The detected repository, located in github.com / xinfeisoft / crypto and still visible in pkg.go.dev, take advantage of the confusion between space names and the usual practice of treating GitHub as a mirror of Go's subrepositories. According to the Socket team, the malicious actor exploits precisely this ambiguity so that the dependence seems legitimate in the unit graphs and goes unnoticed in surface reviews; you can read the complete analysis on the Socket blog Here..

A malicious module in Go that passes by golang.org / x / crypto steals passwords and unfolds a backdoor in Linux
Image generated with IA.

What makes the malicious code is simple and particularly dangerous: it modifies the file equivalent to the terminal implementation for the function that reads passwords in hidden mode. Each time an application invokes that routine to request sensitive inputs, the module intercepts it from the user and sends it to a server controlled by the attacker. This information is not left in the repository: the module then gets from an external resource a shell script that acts as an initial intrusion stage.

That downloaded script works as a manager typical: add the attacker's SSH key to the user's authorization file (e.g., / home / ubuntu / .ssh / authorized _ keys), try to relax firewall policies to facilitate incoming communications and download additional charges disguised with the .mp5extension. One such charge seems to be a small assistance program that verifies connectivity and tries to talk to a remote server in the direction of 154.84.63.184 through the TCP 443 port; its behavior fits that of a recognition component or charger that prepares the ground for later phases.

The second burden is particularly worrying: it is Rekoobe, a Trojan for Linux known for years. There are public records and analysis that document the presence of Rekoobe since at least 2015, and technical publications have detailed how this backdoor allows you to run remote commands, download new binaries, steal files and set reverse shells. Several reports have related their variants to groups linked to espionage operations, including state-motivated actors; you can consult research on Rekoobe in sources such as Dr.
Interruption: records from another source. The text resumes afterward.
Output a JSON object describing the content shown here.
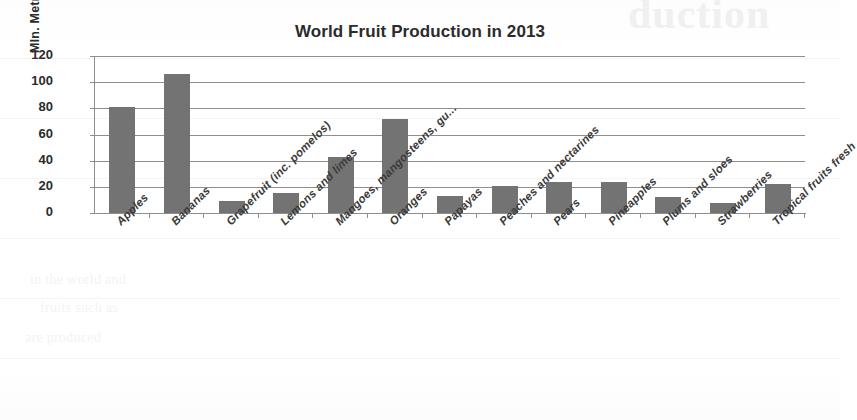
{
  "chart_data": {
    "type": "bar",
    "title": "World Fruit Production in 2013",
    "xlabel": "",
    "ylabel": "Mln. Metric Tonnes",
    "ylim": [
      0,
      120
    ],
    "yticks": [
      0,
      20,
      40,
      60,
      80,
      100,
      120
    ],
    "grid": true,
    "legend": false,
    "bar_color": "#737373",
    "grid_color": "#8e8e8e",
    "categories": [
      "Apples",
      "Bananas",
      "Grapefruit (inc. pomelos)",
      "Lemons and limes",
      "Mangoes, mangosteens, gu...",
      "Oranges",
      "Papayas",
      "Peaches and nectarines",
      "Pears",
      "Pineapples",
      "Plums and sloes",
      "Strawberries",
      "Tropical fruits fresh"
    ],
    "values": [
      81,
      106,
      9,
      15,
      43,
      72,
      13,
      21,
      24,
      24,
      12,
      8,
      22
    ]
  },
  "scan": {
    "ghost_title": "duction",
    "ghost_lines": [
      "in the world and",
      "fruits such as",
      "are produced"
    ]
  }
}
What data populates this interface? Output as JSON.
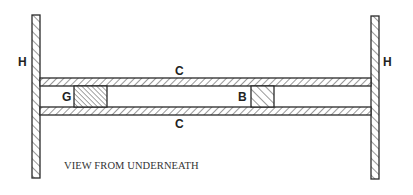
{
  "diagram": {
    "caption": "VIEW FROM UNDERNEATH",
    "labels": {
      "left_wall": "H",
      "right_wall": "H",
      "top_rail": "C",
      "bottom_rail": "C",
      "left_block": "G",
      "right_block": "B"
    },
    "colors": {
      "stroke": "#2a2a2a",
      "background": "#ffffff"
    }
  }
}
Web, Smart technical analysis TechEvo.

This case illustrates two dangerous vectors combined: on the one hand the supplanting of a high-value module - one that resides at a critical point such as reading passwords in console - and on the other the use of dynamic hosting (raw.githubusercontent.com and external resources) as a rotation mechanism for malicious infrastructure. According to the researchers, this pattern is cheap to implement for the attackers and with high impact, so we are likely to see imitations that point to other libraries responsible for handling credentials: SSH auxiliaries, CLI prompts for authentication or database connectors, among others.
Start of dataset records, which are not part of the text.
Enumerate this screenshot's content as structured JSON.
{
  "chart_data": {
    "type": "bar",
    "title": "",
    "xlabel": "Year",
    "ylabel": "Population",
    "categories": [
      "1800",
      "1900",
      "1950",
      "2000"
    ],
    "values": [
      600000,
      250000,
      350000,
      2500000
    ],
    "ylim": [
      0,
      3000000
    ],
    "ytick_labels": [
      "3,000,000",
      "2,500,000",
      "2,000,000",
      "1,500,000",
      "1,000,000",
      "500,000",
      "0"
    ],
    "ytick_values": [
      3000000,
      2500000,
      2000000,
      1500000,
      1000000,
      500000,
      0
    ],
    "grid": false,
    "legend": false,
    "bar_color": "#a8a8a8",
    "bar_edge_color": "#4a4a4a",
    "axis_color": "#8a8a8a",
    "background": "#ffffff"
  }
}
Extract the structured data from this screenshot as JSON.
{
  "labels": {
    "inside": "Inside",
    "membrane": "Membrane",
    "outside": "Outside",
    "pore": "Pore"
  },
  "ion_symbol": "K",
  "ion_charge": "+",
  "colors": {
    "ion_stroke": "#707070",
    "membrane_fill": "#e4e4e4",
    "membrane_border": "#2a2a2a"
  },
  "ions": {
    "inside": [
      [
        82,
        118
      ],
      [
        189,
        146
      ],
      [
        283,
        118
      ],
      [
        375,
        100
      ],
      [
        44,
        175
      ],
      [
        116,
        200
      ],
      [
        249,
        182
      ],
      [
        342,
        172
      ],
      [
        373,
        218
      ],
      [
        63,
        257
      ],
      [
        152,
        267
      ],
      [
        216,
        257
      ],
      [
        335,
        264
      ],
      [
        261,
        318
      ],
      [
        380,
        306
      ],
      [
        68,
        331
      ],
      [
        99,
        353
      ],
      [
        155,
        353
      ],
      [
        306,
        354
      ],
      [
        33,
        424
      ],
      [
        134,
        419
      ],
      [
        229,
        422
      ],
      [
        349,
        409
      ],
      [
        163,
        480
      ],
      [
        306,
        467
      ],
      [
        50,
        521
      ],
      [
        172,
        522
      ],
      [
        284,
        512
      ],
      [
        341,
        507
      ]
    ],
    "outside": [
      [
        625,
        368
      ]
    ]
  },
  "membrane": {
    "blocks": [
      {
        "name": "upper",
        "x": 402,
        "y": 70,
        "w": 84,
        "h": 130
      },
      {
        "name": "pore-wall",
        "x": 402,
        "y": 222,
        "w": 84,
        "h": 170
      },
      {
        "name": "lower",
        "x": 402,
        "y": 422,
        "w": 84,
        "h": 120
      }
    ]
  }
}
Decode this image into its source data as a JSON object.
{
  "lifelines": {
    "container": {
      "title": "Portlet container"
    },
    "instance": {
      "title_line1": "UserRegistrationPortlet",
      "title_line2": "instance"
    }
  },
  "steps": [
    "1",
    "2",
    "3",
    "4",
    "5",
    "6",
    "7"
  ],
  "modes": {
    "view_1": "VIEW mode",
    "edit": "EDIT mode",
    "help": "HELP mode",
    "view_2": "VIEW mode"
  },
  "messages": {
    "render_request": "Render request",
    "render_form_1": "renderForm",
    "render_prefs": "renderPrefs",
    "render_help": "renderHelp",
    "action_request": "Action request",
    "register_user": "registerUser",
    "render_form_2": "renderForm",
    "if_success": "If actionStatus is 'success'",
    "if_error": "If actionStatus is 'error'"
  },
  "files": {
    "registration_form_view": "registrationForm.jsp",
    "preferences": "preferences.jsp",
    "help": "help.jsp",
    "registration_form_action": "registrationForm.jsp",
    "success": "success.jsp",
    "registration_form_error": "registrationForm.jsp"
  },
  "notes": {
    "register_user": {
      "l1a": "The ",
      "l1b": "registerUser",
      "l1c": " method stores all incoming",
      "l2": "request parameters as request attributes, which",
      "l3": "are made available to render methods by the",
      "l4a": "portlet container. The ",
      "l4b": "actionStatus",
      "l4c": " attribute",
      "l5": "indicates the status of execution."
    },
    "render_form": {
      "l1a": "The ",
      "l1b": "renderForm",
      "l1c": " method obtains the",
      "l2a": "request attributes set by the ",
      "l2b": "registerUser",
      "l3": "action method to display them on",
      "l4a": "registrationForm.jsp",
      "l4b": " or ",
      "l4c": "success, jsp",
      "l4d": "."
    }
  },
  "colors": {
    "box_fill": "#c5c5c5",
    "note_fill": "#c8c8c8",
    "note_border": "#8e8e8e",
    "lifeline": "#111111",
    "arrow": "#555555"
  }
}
A malicious module in Go that passes by golang.org / x / crypto steals passwords and unfolds a backdoor in Linux
Image generated with IA.

The community and the users of the Go ecosystem have reacted by blocking the malicious package at known checkpoints, but the incident serves as a reminder: the mere presence of a module in a public index does not guarantee its integrity. Transitional units can open critical gaps, and teams must assume that any interface that touches secrets deserves additional protection.

For developers and security officials this involves, among other things, validating and setting unit versions, carefully reviewing changes in third-party modules that interact with credentials, using proxies and sum verification mechanisms (go.sum) and monitoring security alerts on impersonated packages. It is also important to audit external supply channels (scripts downloaded by curl) 124; sh, contained in raw.githubusercontent.com, etc.) and to reduce confidence in unsigned and unchecked downloads.
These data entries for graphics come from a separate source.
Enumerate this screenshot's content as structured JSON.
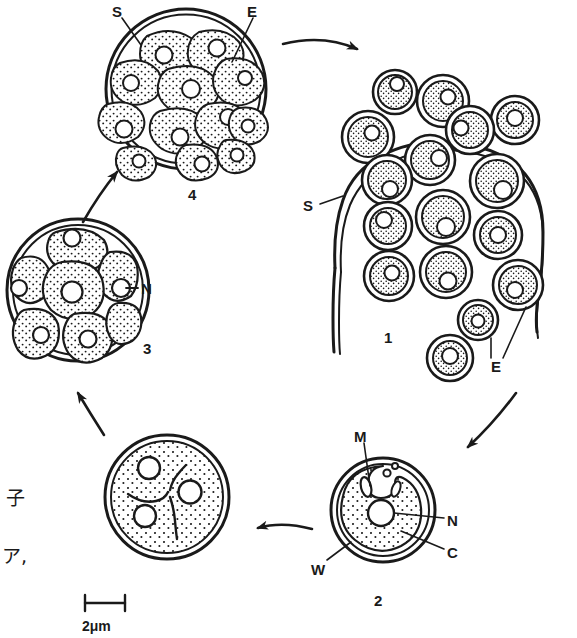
{
  "figure": {
    "scale_bar": {
      "value": "2",
      "unit": "μm",
      "label": "2μm",
      "length_px": 40
    },
    "stroke_color": "#1a1a1a",
    "fill_color": "#ffffff",
    "stipple_color": "#1a1a1a"
  },
  "margin_text": [
    {
      "text": "子",
      "x": 6,
      "y": 489
    },
    {
      "text": "ア,",
      "x": 2,
      "y": 547
    }
  ],
  "stage_numbers": [
    {
      "text": "1",
      "x": 384,
      "y": 330
    },
    {
      "text": "2",
      "x": 374,
      "y": 593
    },
    {
      "text": "3",
      "x": 143,
      "y": 341
    },
    {
      "text": "4",
      "x": 188,
      "y": 187
    }
  ],
  "labels": [
    {
      "key": "S",
      "text": "S",
      "x": 112,
      "y": 4,
      "stage": "4",
      "meaning": "sporangium wall"
    },
    {
      "key": "E",
      "text": "E",
      "x": 247,
      "y": 4,
      "stage": "4",
      "meaning": "endospore"
    },
    {
      "key": "S",
      "text": "S",
      "x": 303,
      "y": 198,
      "stage": "1",
      "meaning": "sporangium wall"
    },
    {
      "key": "E",
      "text": "E",
      "x": 491,
      "y": 359,
      "stage": "1",
      "meaning": "endospore"
    },
    {
      "key": "M",
      "text": "M",
      "x": 354,
      "y": 429,
      "stage": "2",
      "meaning": "mitochondrion"
    },
    {
      "key": "N",
      "text": "N",
      "x": 447,
      "y": 513,
      "stage": "2",
      "meaning": "nucleus"
    },
    {
      "key": "C",
      "text": "C",
      "x": 447,
      "y": 545,
      "stage": "2",
      "meaning": "cytoplasm"
    },
    {
      "key": "W",
      "text": "W",
      "x": 311,
      "y": 562,
      "stage": "2",
      "meaning": "cell wall"
    },
    {
      "key": "N",
      "text": "N",
      "x": 141,
      "y": 281,
      "stage": "3",
      "meaning": "nucleus"
    }
  ],
  "stages": [
    {
      "id": "4",
      "caption": "4",
      "description": "Mature sporangium: double outer wall enclosing about twelve stippled endospores, each with a clear nucleus.",
      "endospore_count": 12
    },
    {
      "id": "1",
      "caption": "1",
      "description": "Ruptured sporangium wall releasing free endospores.",
      "endospore_count": 16
    },
    {
      "id": "2",
      "caption": "2",
      "description": "Single released endospore / vegetative cell showing wall, cytoplasm, nucleus and mitochondria.",
      "endospore_count": 1
    },
    {
      "id": "cleavage",
      "caption": "",
      "description": "Multinucleate cell with three nuclei and incipient Y-shaped cleavage furrows.",
      "nuclei_count": 3
    },
    {
      "id": "3",
      "caption": "3",
      "description": "Cell divided into about seven daughter cells by septa, each with a nucleus.",
      "cell_count": 7
    }
  ],
  "arrows": [
    {
      "from": "4",
      "to": "1",
      "direction": "right",
      "name": "arrow-4-to-1"
    },
    {
      "from": "1",
      "to": "2",
      "direction": "down-left",
      "name": "arrow-1-to-2"
    },
    {
      "from": "2",
      "to": "cleavage",
      "direction": "left",
      "name": "arrow-2-to-cleavage"
    },
    {
      "from": "cleavage",
      "to": "3",
      "direction": "up",
      "name": "arrow-cleavage-to-3"
    },
    {
      "from": "3",
      "to": "4",
      "direction": "up-right",
      "name": "arrow-3-to-4"
    }
  ]
}
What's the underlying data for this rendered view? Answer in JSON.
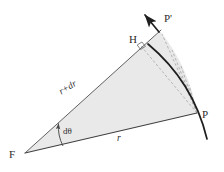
{
  "figure": {
    "background_color": "#ffffff",
    "stroke_color": "#3a3a3a",
    "fill_color": "#e9e9e9",
    "dashed_color": "#a8a8a8",
    "arc_color": "#1f1f1f",
    "labels": {
      "focus": "F",
      "point_p": "P",
      "point_p_prime": "P'",
      "foot_h": "H",
      "radius": "r",
      "radius_plus_dr": "r+dr",
      "angle_element": "dθ"
    },
    "points": {
      "F": {
        "x": 25,
        "y": 153
      },
      "P": {
        "x": 197,
        "y": 113
      },
      "P_prime": {
        "x": 160,
        "y": 31
      },
      "H": {
        "x": 141,
        "y": 46
      }
    },
    "elements": [
      {
        "name": "shaded-sector",
        "type": "polygon-arc",
        "fill": "#e9e9e9"
      },
      {
        "name": "radius-line-FP",
        "type": "line",
        "label": "r"
      },
      {
        "name": "radius-line-FP-prime",
        "type": "line",
        "label": "r+dr"
      },
      {
        "name": "orbit-arc",
        "type": "arc"
      },
      {
        "name": "velocity-arrow",
        "type": "arrow"
      },
      {
        "name": "right-angle-marker",
        "type": "square-tick"
      },
      {
        "name": "angle-arc-dtheta",
        "type": "arc-arrow"
      },
      {
        "name": "dashed-fan",
        "type": "dashed-lines",
        "count": 4
      }
    ]
  }
}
In short, the episode is a call to strengthen hygiene practices in the software supply chain: when a bookstore touches the edge where secrets are treated, a small malicious modification can quickly become a complete intrusion. The publications of the research teams and the repositories that document these campaigns are valuable resources for understanding the technique and better preparation; consult the Socket report for technical details and examples of how the campaign was conducted Here., and the analysis on Rekoobe if you want to deepen the capabilities of the backdoor in the field in the previous links.